Sunday, July 22nd, 2007

calcars.jpgPlug-ins are on the way! We’ve said it many times, but then we aren’t the world’s leading auto maker. The Christian Science Monitor reports:

Toyota’s revelation Tuesday that it will develop a new “plug-in hybrid” - which uses a wall socket at night to charge and relies on an electric motor to go many miles before sipping any gasoline - could presage a major shift in automotive technology, some industry analysts say.

Detroit’s Big Three have each said the technology is being looked at - after years of outright dismissal. But Toyota’s announcement was more significant because the company is presumed to have the technology to actually bring such cars to market, they say….

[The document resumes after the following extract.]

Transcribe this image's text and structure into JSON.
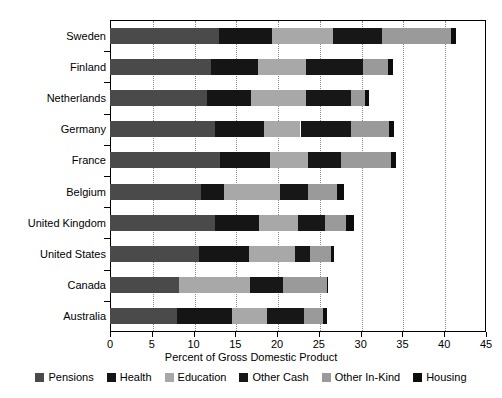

On Tuesday, the president of Toyota’s North American subsidiary, Jim Press, said the company is looking at developing a plug-in vehicle that can “travel greater distances without using its gas engine.” The technology would “conserve more oil and slice smog and greenhouse gases to nearly imperceptible levels”

The later claim assumes, of course, the electricity is greenhouse-gas free, which it will have to be if we are to avoid catastrophic global warming (though even running on current grid electricity, a plug in is much cleaner than a regular car).

Looks like we may have a race for the first practical, consumer plug-in between Toyota and G.M.